Wine Descriptors 2

Continuing exploration of wine tasting descriptors.
• Fresh. Clean, lively, joyfully dances on your palate. Young and very good old wines can taste fresh. Amazing but true.
• Supple. Soft, velvety, lush, silky, round, tasty. A good thing.
• Hot. Refers to alcohol, not temperature. When high alcohol causes burning sensation in the back of your throat, it is hot, is not good. Wines over 14.5 percent alcohol risk hotness. Fruitiness can balance hot. If wine is hot, drink another glass and you will stop worrying about hot, but don’t drink that wine again if you can’t remember its name in the morning.
• Jammy. Very concentrated fruit. Great vintages made from excellently ripe fruit by superior vintners are wonderfully jammy. But for commodity wines made from excessively-ripened, hot-climate vineyards, jammy is more like Concord grape jelly, and it is not good. Hey, these descriptors can mean almost anything.
• Lively. Usually describes young, white, thirst-quenching wines with good acidity. Good thing.
• Length. Describes finish of swallow when taste pleasingly lingers on your palate. Thirty seconds is gold standard for great length. Particularly in young wines, length separates great wines from good wines.
• Oaky. Some folk fervently favor oak, others despise “oak monsters” that leave splinters in your mouth. Oak contributes many qualities to wine: toast (from charring of barrels), vanilla, smoothness, oak odor. Oak should not dominate. Commodity wines often use oak to cover flaws. Biggest divide may be Chardonnay, where oaky chards seduce some, stainless steel (no oak) chards titillate others. Matter of taste—everything in wine is matter of taste. Generally, more oaked the wine, less well it pairs with food.

Tasting notes:
• Trapiche Oak Cask Malbec Mendoza 2012. Plum, pepper, cheery cherry, blueberry; good acidity, round, smooth, easy drinking, oaky, but gosh it’s good. $10
• Robert Oatley Margaret River Chardonnay 2013. Light-medium body; tasty peaches, grapefruit; caress of oak, vibrant acidity, gentle citrus. $17
• Franciscan Estate Merlot 2011. Restores your faith in merlot; dark fruits, balance, layers of mocha, leather; delicious, exquisite effort. $21

Last round: If your heart is warm with gladness, you need a glass of wine. If your heart is chilled with sadness, you need two glasses of wine.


- **DESCRIPTION OF THE TASK**: Nothing but a verbatim copy of the data, minus the images, should be returned.

- **PROVIDED RECORDS**:
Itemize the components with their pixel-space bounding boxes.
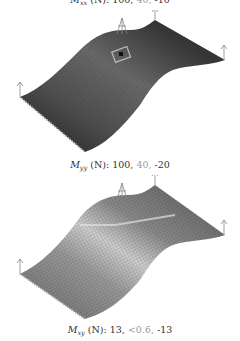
caption-mid: 40,: [136, 0, 151, 5]
caption-max: 13,: [110, 324, 125, 335]
surface-plot-mxy: [0, 175, 240, 320]
caption-mxx: Mxx (N): 100, 40, -10: [0, 0, 240, 7]
caption-unit: (N):: [90, 159, 109, 170]
caption-symbol: M: [68, 324, 78, 335]
caption-min: -13: [157, 324, 172, 335]
caption-mid: <0.6,: [128, 324, 154, 335]
caption-symbol: M: [70, 0, 80, 5]
caption-mxy: Mxy (N): 13, <0.6, -13: [0, 324, 240, 337]
caption-symbol: M: [70, 159, 80, 170]
caption-subscript: xx: [80, 0, 87, 7]
surface-plot-myy: [0, 10, 240, 155]
caption-subscript: yy: [80, 164, 87, 172]
caption-unit: (N):: [90, 0, 109, 5]
caption-unit: (N):: [88, 324, 107, 335]
caption-mid: 40,: [136, 159, 151, 170]
caption-min: -20: [155, 159, 170, 170]
caption-max: 100,: [112, 159, 133, 170]
caption-myy: Myy (N): 100, 40, -20: [0, 159, 240, 172]
caption-max: 100,: [112, 0, 133, 5]
caption-subscript: xy: [77, 329, 84, 337]
caption-min: -10: [155, 0, 170, 5]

- **EXERCISE SOLUTION**:
Itemize the components with their pixel-space bounding boxes.
caption-mid: 40,: [136, 0, 151, 5]
caption-max: 13,: [110, 324, 125, 335]
surface-plot-mxy: [0, 175, 240, 320]
caption-mxx: Mxx (N): 100, 40, -10: [0, 0, 240, 7]
caption-unit: (N):: [90, 159, 109, 170]
caption-symbol: M: [68, 324, 78, 335]
caption-min: -13: [157, 324, 172, 335]
caption-mid: <0.6,: [128, 324, 154, 335]
caption-symbol: M: [70, 0, 80, 5]
caption-mxy: Mxy (N): 13, <0.6, -13: [0, 324, 240, 337]
caption-symbol: M: [70, 159, 80, 170]
caption-subscript: xx: [80, 0, 87, 7]
surface-plot-myy: [0, 10, 240, 155]
caption-subscript: yy: [80, 164, 87, 172]
caption-unit: (N):: [90, 0, 109, 5]
caption-unit: (N):: [88, 324, 107, 335]
caption-mid: 40,: [136, 159, 151, 170]
caption-min: -20: [155, 159, 170, 170]
caption-max: 100,: [112, 159, 133, 170]
caption-myy: Myy (N): 100, 40, -20: [0, 159, 240, 172]
caption-max: 100,: [112, 0, 133, 5]
caption-subscript: xy: [77, 329, 84, 337]
caption-min: -10: [155, 0, 170, 5]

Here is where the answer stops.